Grant maintained

No matter what his team does on the field, Avram Grant is always able to rely on his home support in Israel, writes Shaul Adar

“We will put you on hold, Shaul, you’ll be on-air in a minute,” said the producer at Radio Tel Aviv, where I was about to do a radio interview. In the background I could hear Rom Kofman, an Israeli sports shock jock booming over the airwaves. “I’m telling you, those English are stinking farts, pompous morons, lifeless stiffs. Anybody with over nine years of education is a minister. They can’t take Avram’s sense of humour and that’s why the tabloids hunt him.”

“On the phone,” said Miri Nevo, the co-host, “is Shaul Adar, an Israeli journalist living in London who will help us to crack the English code and explain to us why they hate our Avram.” I was an unusual choice to defend the Chelsea manager. In the past few months articles I have written criticising him have made me a prime target for the Grant worshippers. In comments on newspaper websites, I have been accused of jealousy, anti-Semitism, hatred of Israel, of being an unhappy child and a sad adult. There have also been repeats of a claim made in private by Grant’s confidants that I am behind the British media hate campaign against him. Well, thanks for the compliment.

Grant’s success seems to have triggered an outburst of chauvinism in Israel. Even writers who just report on the criticism of him in the British press are accused of treason. When Martin Samuel of the Times called Grant a “football genius” in his match report on Chelsea’s win over Arsenal in early April, he would have no idea that it would be cited in Israel as proof of Grant’s superiority over his peers in England. Irony does not translate well to Hebrew.

Whether Chelsea have had a fine victory or a dismal failure, both can be used to show how Grant is doing great work against all odds. The quoting from UK media reports tends to be very selective, though. When Chelsea won at Craven Cottage, the English papers reported that the Blues’ assistant coach, Steve Clarke, was the one who was telling off the Chelsea players at half-time, contrary to Grant’s claims that he was in charge of the shouting. The Israeli media were reluctant to pick up on that story.

The general feeling among Israeli fans and in the media there is that anti-Semitism is the root cause. Grant himself has explained without batting an eyelid to the adoring reporters on his recent visit to Tel Aviv that the English media “doesn’t always like foreigners”. When he was asked if this was anti-Semitism, he said that it shouldn’t be ruled out.

Grant’s status as one of the most famous Israelis overseas has been a source of conflict in itself.

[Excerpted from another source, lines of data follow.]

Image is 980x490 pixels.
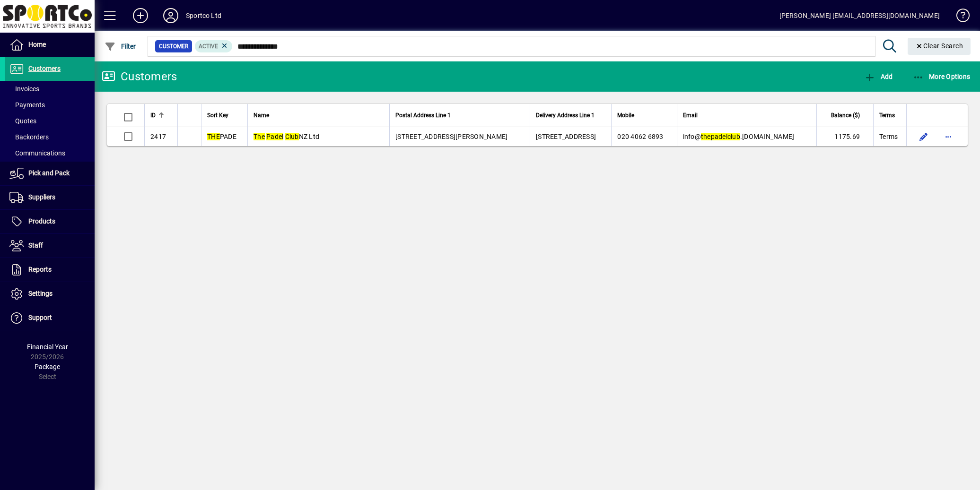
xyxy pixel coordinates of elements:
[916,129,931,144] button: Edit
[701,133,711,140] em: the
[27,343,68,350] span: Financial Year
[285,133,299,140] em: Club
[28,314,52,321] span: Support
[253,133,319,140] span: NZ Ltd
[780,8,939,23] div: [PERSON_NAME] [EMAIL_ADDRESS][DOMAIN_NAME]
[28,169,70,176] span: Pick and Pack
[5,33,94,57] a: Home
[5,258,94,281] a: Reports
[159,41,188,51] span: Customer
[9,117,36,125] span: Quotes
[150,133,166,140] span: 2417
[195,40,233,52] mat-chip: Activation Status: Active
[864,73,893,81] span: Add
[912,73,970,81] span: More Options
[5,306,94,330] a: Support
[207,133,220,140] em: THE
[395,133,507,140] span: [STREET_ADDRESS][PERSON_NAME]
[102,38,139,54] button: Filter
[28,64,61,72] span: Customers
[5,145,94,161] a: Communications
[617,133,663,140] span: 020 4062 6893
[907,38,971,54] button: Clear
[862,68,895,85] button: Add
[9,85,39,93] span: Invoices
[101,69,177,84] div: Customers
[9,150,65,157] span: Communications
[207,110,229,120] span: Sort Key
[5,81,94,97] a: Invoices
[831,110,860,120] span: Balance ($)
[28,193,55,201] span: Suppliers
[5,210,94,233] a: Products
[5,97,94,113] a: Payments
[617,110,671,120] div: Mobile
[536,133,596,140] span: [STREET_ADDRESS]
[5,129,94,145] a: Backorders
[536,110,595,120] span: Delivery Address Line 1
[5,186,94,209] a: Suppliers
[617,110,634,120] span: Mobile
[125,7,156,24] button: Add
[150,110,156,120] span: ID
[728,133,740,140] em: club
[683,110,810,120] div: Email
[5,162,94,186] a: Pick and Pack
[823,110,868,120] div: Balance ($)
[879,110,895,120] span: Terms
[28,242,43,249] span: Staff
[683,110,698,120] span: Email
[28,265,51,273] span: Reports
[156,7,186,24] button: Profile
[253,110,384,120] div: Name
[941,129,955,144] button: More options
[683,133,794,140] span: info@ .[DOMAIN_NAME]
[9,133,48,141] span: Backorders
[711,133,728,140] em: padel
[5,282,94,306] a: Settings
[949,2,968,33] a: Knowledge Base
[104,42,136,50] span: Filter
[35,363,60,370] span: Package
[150,110,172,120] div: ID
[910,68,973,85] button: More Options
[28,217,55,225] span: Products
[253,110,269,120] span: Name
[28,290,52,298] span: Settings
[5,113,94,129] a: Quotes
[186,8,221,23] div: Sportco Ltd
[28,41,46,48] span: Home
[395,110,450,120] span: Postal Address Line 1
[915,42,963,50] span: Clear Search
[817,127,873,146] td: 1175.69
[253,133,265,140] em: The
[879,132,898,141] span: Terms
[9,101,45,109] span: Payments
[266,133,283,140] em: Padel
[5,234,94,258] a: Staff
[199,43,218,50] span: Active
[207,133,236,140] span: PADE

Some didn’t like his references to the Holocaust, the Yom Kippur War and 9/11 in his first big interview with the British press, at the Park Lane Casino in late March. Israeli supporters of other English clubs are unhappy with the blanket coverage of Chelsea and there has been dismay that some of their countrymen have switched allegiances from traditionally more popular clubs such as Man Utd, Liverpool and Arsenal. Some Israelis even managed to find Grant “not Zionist enough” after his publicised falling-out with Tal Ben-Haim. Demands that a Jew should always support another Jew abroad have been aimed in my direction, too.

It’s fair to say that around 75 per cent of Israelis interested in football want Grant to do well, but that doesn’t stop the flow of articles blaming his fellow countrymen for not supporting him enough or for wanting other teams to beat Chelsea. Rom Kofman the shock jock couldn’t understand how the tabloid reporters could criticise Grant when it’s Roman Abramovich who pays his salary rather than them. I don’t think he understood my point about freedom of speech.

Grant is an unlikely figurehead for nationalism in Israel, where anti-European feelings have escalated since the Intifada and more recently the military debacle in Lebanon in 2006. Colleagues in Tel Aviv report that there is admiration for Grant, but little affection. Most Israelis, though, will agree that he is at least a very canny politician.